There is also another broad stream of thinking and practice, largely independent of ideologies, that is focused on whether and how we can change our activities and organisation so as to have some prospect of surviving as viable societies. This comprises many things ranging from climate science and ecology through regenerative agriculture, alternative money systems, green cities, and a fully-recycling "circular economy" to the shift of values that must accompany these practical changes if they are to last.

We must be aware that time is critically short and the stakes are by now extreme. We may well be beyond climate tipping points, but we have to proceed in the hope that is not true. We are using resources well beyond any sustainable level and, by many credible estimates, the land, ocean, forests, fresh water systems, soils and other crucial components of our life support system are degrading rapidly. The underlying reality here is that we are, through food, water and air, intimately a part of a dense web of life on Earth, and its health is our health.

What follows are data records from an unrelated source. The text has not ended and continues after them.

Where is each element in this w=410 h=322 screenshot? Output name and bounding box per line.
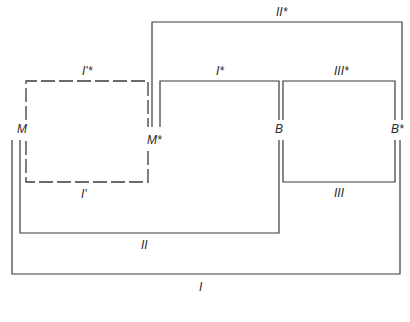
node-M: M <box>17 122 27 136</box>
label-I-prime: I' <box>81 187 87 201</box>
label-I-star: I* <box>216 64 224 78</box>
label-III-star: III* <box>334 64 349 78</box>
node-B-star: B* <box>391 122 404 136</box>
path-I-star <box>160 81 279 127</box>
circuit-diagram: M M* B B* I'* I' I* II* III* III II I <box>0 0 410 322</box>
path-III <box>283 140 395 182</box>
label-II: II <box>141 238 148 252</box>
path-I-prime <box>26 141 148 182</box>
label-II-star: II* <box>276 5 288 19</box>
label-I: I <box>199 280 203 294</box>
path-I-prime-star <box>26 81 148 127</box>
label-I-prime-star: I'* <box>82 64 93 78</box>
node-M-star: M* <box>147 133 162 147</box>
node-B: B <box>275 122 283 136</box>
path-III-star <box>283 81 395 120</box>
path-I <box>12 140 400 274</box>
path-II <box>20 140 279 233</box>
label-III: III <box>334 186 345 200</box>
path-II-star <box>152 22 402 127</box>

One is routinely disappointed by the superficiality and venality of mainstream politicians and their ignorant paymasters and supporting media chorus, who resolutely focus on their extractive conception of life in Australia and on Earth. On the other hand, it is disconcerting to have positive approaches attacked by putative allies, such as John Passant and his recent claim in 'Australia and the overpopulation myth' – evidently shared fairly widely among some sections of "the Left" – that concerns about human population can only serve the cause of racism.

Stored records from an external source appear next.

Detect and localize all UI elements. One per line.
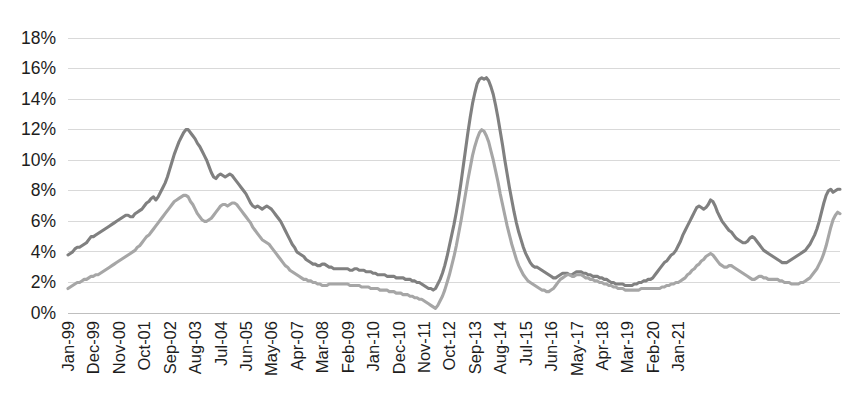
data-series-group	[68, 78, 840, 309]
y-axis-tick-label: 14%	[21, 89, 56, 109]
x-axis-tick-label: Jan-99	[59, 321, 77, 371]
y-axis-tick-label: 16%	[21, 58, 56, 78]
x-axis-tick-label: Dec-99	[84, 321, 102, 374]
gridlines	[68, 38, 840, 313]
y-axis-tick-labels: 0%2%4%6%8%10%12%14%16%18%	[21, 28, 56, 323]
x-axis-tick-label: Oct-12	[440, 321, 458, 371]
x-axis-tick-label: Jan-10	[364, 321, 382, 371]
x-axis-tick-label: Apr-18	[593, 321, 611, 371]
x-axis-tick-label: Aug-03	[186, 321, 204, 374]
y-axis-tick-label: 8%	[31, 180, 56, 200]
y-axis-tick-label: 2%	[31, 272, 56, 292]
x-axis-tick-label: Jun-16	[542, 321, 560, 371]
x-axis-tick-label: Jul-04	[212, 321, 230, 366]
x-axis-tick-label: Jun-05	[237, 321, 255, 371]
x-axis-tick-label: Jul-15	[517, 321, 535, 366]
x-axis-tick-label: Dec-10	[390, 321, 408, 374]
x-axis-tick-label: Aug-14	[491, 321, 509, 374]
x-axis-tick-label: Jan-21	[669, 321, 687, 371]
x-axis-tick-label: Mar-19	[618, 321, 636, 373]
x-axis-tick-label: Apr-07	[288, 321, 306, 371]
x-axis-tick-label: Oct-01	[135, 321, 153, 371]
x-axis-tick-label: Nov-00	[110, 321, 128, 374]
x-axis-tick-label: Sep-02	[161, 321, 179, 374]
chart-canvas: 0%2%4%6%8%10%12%14%16%18% Jan-99Dec-99No…	[0, 0, 844, 405]
y-axis-tick-label: 4%	[31, 242, 56, 262]
y-axis-tick-label: 0%	[31, 303, 56, 323]
y-axis-tick-label: 6%	[31, 211, 56, 231]
x-axis-tick-label: May-06	[262, 321, 280, 376]
x-axis-tick-label: Feb-09	[339, 321, 357, 373]
x-axis-tick-label: Nov-11	[415, 321, 433, 373]
x-axis-tick-label: May-17	[568, 321, 586, 376]
x-axis-tick-label: Sep-13	[466, 321, 484, 374]
y-axis-tick-label: 12%	[21, 119, 56, 139]
x-axis-tick-label: Feb-20	[644, 321, 662, 373]
y-axis-tick-label: 18%	[21, 28, 56, 48]
x-axis-tick-labels: Jan-99Dec-99Nov-00Oct-01Sep-02Aug-03Jul-…	[59, 321, 687, 376]
line-chart: 0%2%4%6%8%10%12%14%16%18% Jan-99Dec-99No…	[0, 0, 844, 405]
y-axis-tick-label: 10%	[21, 150, 56, 170]
x-axis-tick-label: Mar-08	[313, 321, 331, 373]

Passant blames most of the current planetary destruction on corporate greed. One can totally agree that corporations are primary agents of the destruction. However, Passant implies that if only corporations are abolished all our troubles will be over. Is it really that simple?

In what I will call modern global consumer capitalism, corporations operate by cultivating materialist addictions in our societies. This makes many of "the workers" complicit, which might have something to do with modern Marxists’ failure to attract a large following.

Certainly, we need to reduce our fossil-fuelled overconsumption, but breaking those addictions will not be simple, nor will figuring out how to keep so many people alive and thriving within the limits of a stressed planet.

Even if we did remove corporations and material addiction as proximate drivers, what sort of life and society does Passant envisage would ensue? That is left unclear, apart from vague appeals to democracy and internationalism. Evidently "the workers" will spontaneously reduce their consumption to supportable levels and that will remain true no matter how many billions of people there are.

There is indeed enough food to feed the present 7.7 billion mouths, but the planet is already severely stressed. Passant evinces little knowledge of or concern about this. It is either ignorant or disingenuous to imply that Malthus’ old argument is the only basis for concerns about population. It is reprehensible to go further and claim "populationists" are only motivated by racism.

Nor was Marx the only one to point out the divorce between early capitalism and the natural environment. There were also, just as an example, the English romantic poets and Henry David Thoreau.

More pertinently, predatory capitalists are only the latest manifestation of the trope, deeply embedded in our civilisation, that the natural world is there for us to dominate and exploit. Many societies foundered from failing to heed limits in their environment long before capitalism came along.

Passant quotes authorities who claim overpopulation arguments are used to oppress people. This hardly fits Australia’s situation, in which the people are burdened by the cost of a very high rate of immigration. Jane O’Sullivan makes a straightforward case that each new person costs around $500,000 in new houses, shops, schools and basic infrastructure. We are paying over $100 billion per year in direct costs or lost amenity, for high immigration — money that could boost wages and provide services to those in need.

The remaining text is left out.